A strong if emotionally fragile woman, a close brother-sister bond, a descent into madness, and  death - this is, indeed, Williams territory, with revenge and lurid blood and guts thrown in as a nod to the Bard, Titus Andronicus, according to Hitchcock, William's favorite play by Shakespeare. In this weird tale for Weird Tales, as in so much of Shakespeare - and pulp fiction - everybody dies miserably ever after. It's necropolis-noir.


Little Tommy Williams was in good company in this issue. Robert E. Howard, creator of Conan the Barbarian, contributed the featured story, Red Shadows, which introduced 17th century Puritan swashbuckler Solomon Kane and is considered to be the first published example of Sword and Sorcery fiction.

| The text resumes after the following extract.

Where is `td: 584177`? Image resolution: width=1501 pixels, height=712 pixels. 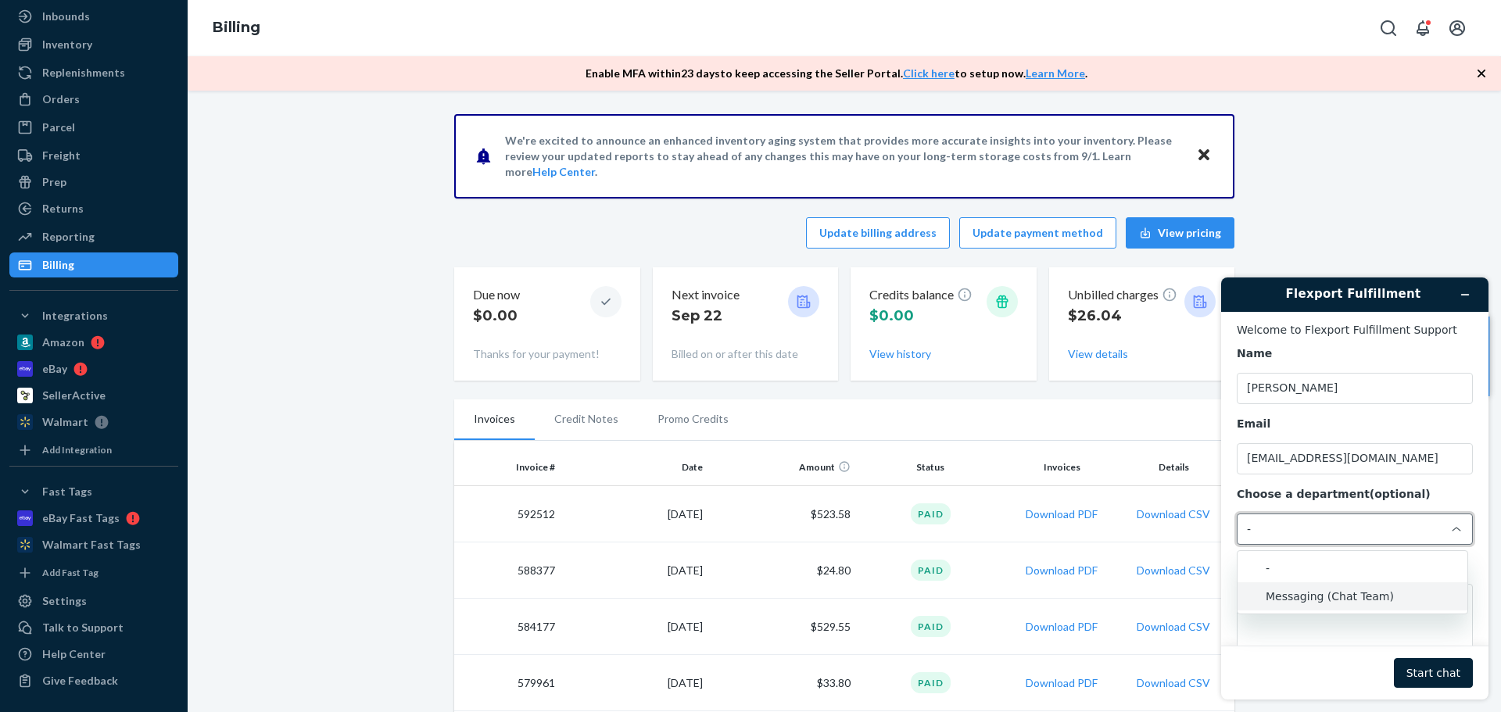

This issue also contains Crashing Suns, a story by science-fiction pioneer Edmund Hamilton. Hamilton, in 1946, married science fiction writer, and screenwriter, Leigh Brackett, perhaps best known for her collaborations with William Faulkner (The Big Sleep, 1946);  five Westerns for director Howard Hawks; Robert Altman (The Long Goodbye, 1973); and Lawrence Kasdan (Star Wars' The Empire Strikes Back, 1979). This copy, in fact, belonged to Hamilton and Brackett; their ownership stamp appears on its first page.

"What more horrible vengeance could Queen Nitocris have conceived than this banquet of death? Not Diablo himself could be capable of anything more fiendishly artistic. Here in the temple of Osiris those nobles and priests who had slain the pharaoh in expiation of his sacrilege against Osiris had now met their deaths. And it was in the waters of the Nile, material symbol of the god Osiris, that they had died. It was magnificent in its irony!...

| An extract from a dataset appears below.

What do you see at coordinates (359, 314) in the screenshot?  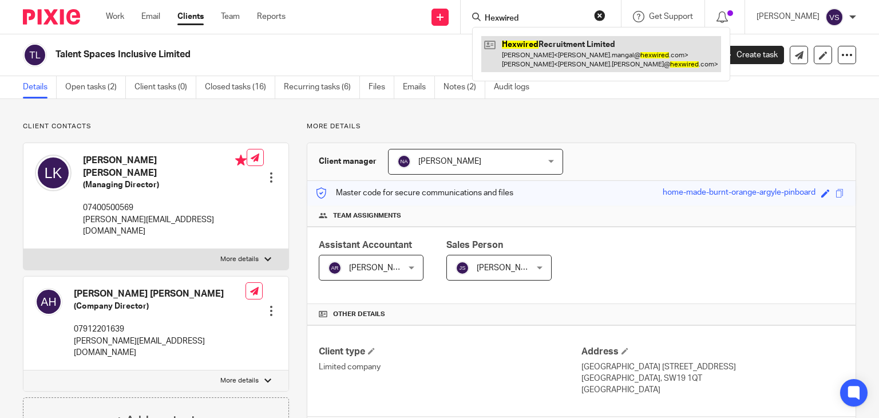 I see `span: Other details` at bounding box center [359, 314].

"When in the evening the queen arrived in the city, pale, silent, and obviously nervous, threatening crowds blocked the path of her chariot, demanding roughly an explanation of the disappearance of her guests. Haughtily she ignored them and lashed forward the horses of her chariot, pushing aside the tight mass of people. Well she knew, how-ever, that her life would be doomed as soon as they confirmed their suspicions. She resolved to meet her inevitable death in a way that befitted one of her rank, not at the filthy hands of a mob.

"Therefore upon her entrance into the palace she ordered her slaves to fill instantly her boudoir with hot and smoking ashes. When this had been done, she went to the room, entered it, closed the door and locked it securely, and then flung herself down upon a couch in the center of the room. In a short time the scorching heat and the suffocating thick fumes of the smoke overpowered her. Only her beautiful dead body remained for the hands of the mob."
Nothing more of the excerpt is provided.